Two Faces of an African City: New and Old in Lagos
~ By LLOYD GARRISON; Special to The New York Times
SEPTEMBER 6, 1964.
LAGOS, Nigeria, Sept. 5 —Lagos, like Manhattan, is an island city with no place to go but up.
Newcomers arriving by sea marvel at the dazzling glass and aluminum office buildings thrusting skyward from the Marina, which is to Lagos what the Battery is to Manhattan. But after their ship has sailed up the placid lagoon and they debark, they find the tall new buildings largely a facade.
Behind the facade sprawls the other Lagos: the twisting streets, the open drains, the barefoot children; the sprawling fly‐infested market with its shrewd “mammy” traders who carry their change in their skirts and deposit their profits at Barclays Bank; the once stately Portuguese houses with their carved doors and decaying columns.
The Portuguese houses, built by merchants who dealt in spices and slaves, are now partitioned into rooms for rent. With more than 20 persons to a house and more than three to a room, Lagos landlords have made a killing.
The Tide Keeps Moving
One statistic tells a lot about Lagos: in 10 years it has doubled in population to become a metropolis of well over half a million people. It seems that nothing — unemployment, overcrowding, high rents, rising prices — can stem the incoming tide, for Lagos is a city of dreams.
The poor stream in from the provinces, propelled by the hope of a job paying cash. Few find one, but to go back to the village or the farm would be to admit failure. So the newcomers stay on, swelling the ranks of the unemployed, already more than 100,000.
But Lagos is not all heartbreak. As the Federal capital it is a melting pot of all the rival tribes from the outlying regions. Here they can move freely, and more and more they are intermarrying.
Lagos is also the intellectuals’ haven. Playwrights
The sculptor Ben Enwonwu works here when not traveling to London or Rome on special commissions. At the Federal exhibition center on the Marina, there is always a flock of admirers — and buyers — for the weekly art showings.
“Lagos is a great place to visit but I wouldn’t want to live here,” is the refrain of many Nigerians who come from cities where the pace is slower. But this is the New York of West Africa, and as in New York, the dreamers still outnumber the skeptics.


■ Exercise goal:
Check every line of the material for the word "years". Copy those that have it.

Top of Data to use

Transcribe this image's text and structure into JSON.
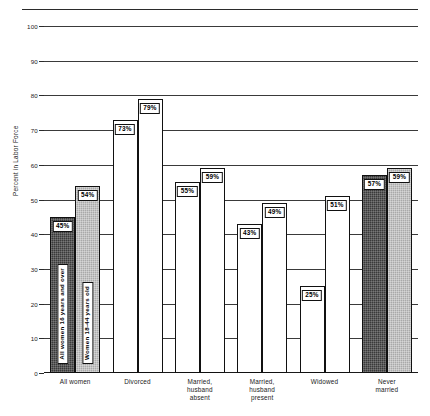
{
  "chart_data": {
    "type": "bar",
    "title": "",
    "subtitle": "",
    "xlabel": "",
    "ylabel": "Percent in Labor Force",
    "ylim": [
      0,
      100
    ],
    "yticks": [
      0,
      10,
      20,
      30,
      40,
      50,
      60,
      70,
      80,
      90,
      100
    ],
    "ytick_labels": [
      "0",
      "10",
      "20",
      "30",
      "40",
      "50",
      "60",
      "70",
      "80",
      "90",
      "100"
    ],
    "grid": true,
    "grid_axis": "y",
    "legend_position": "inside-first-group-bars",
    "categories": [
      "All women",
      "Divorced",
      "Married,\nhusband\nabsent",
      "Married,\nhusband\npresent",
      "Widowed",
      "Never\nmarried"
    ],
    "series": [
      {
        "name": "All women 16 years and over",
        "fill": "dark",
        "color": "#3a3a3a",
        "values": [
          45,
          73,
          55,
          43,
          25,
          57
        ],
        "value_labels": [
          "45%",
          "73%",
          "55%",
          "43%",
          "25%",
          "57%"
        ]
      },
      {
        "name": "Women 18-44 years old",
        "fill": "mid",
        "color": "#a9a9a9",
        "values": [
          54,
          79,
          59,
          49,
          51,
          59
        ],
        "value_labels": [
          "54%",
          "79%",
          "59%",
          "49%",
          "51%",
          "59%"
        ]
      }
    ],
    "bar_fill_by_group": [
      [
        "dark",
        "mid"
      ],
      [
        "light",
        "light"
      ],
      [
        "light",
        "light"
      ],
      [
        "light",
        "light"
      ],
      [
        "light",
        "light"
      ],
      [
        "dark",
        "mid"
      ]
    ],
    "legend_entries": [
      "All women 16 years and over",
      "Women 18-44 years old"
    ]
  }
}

Bottom of Data to use

■ Completed task:
        "name": "All women 16 years and over",
        "name": "Women 18-44 years old",
      "All women 16 years and over",
      "Women 18-44 years old"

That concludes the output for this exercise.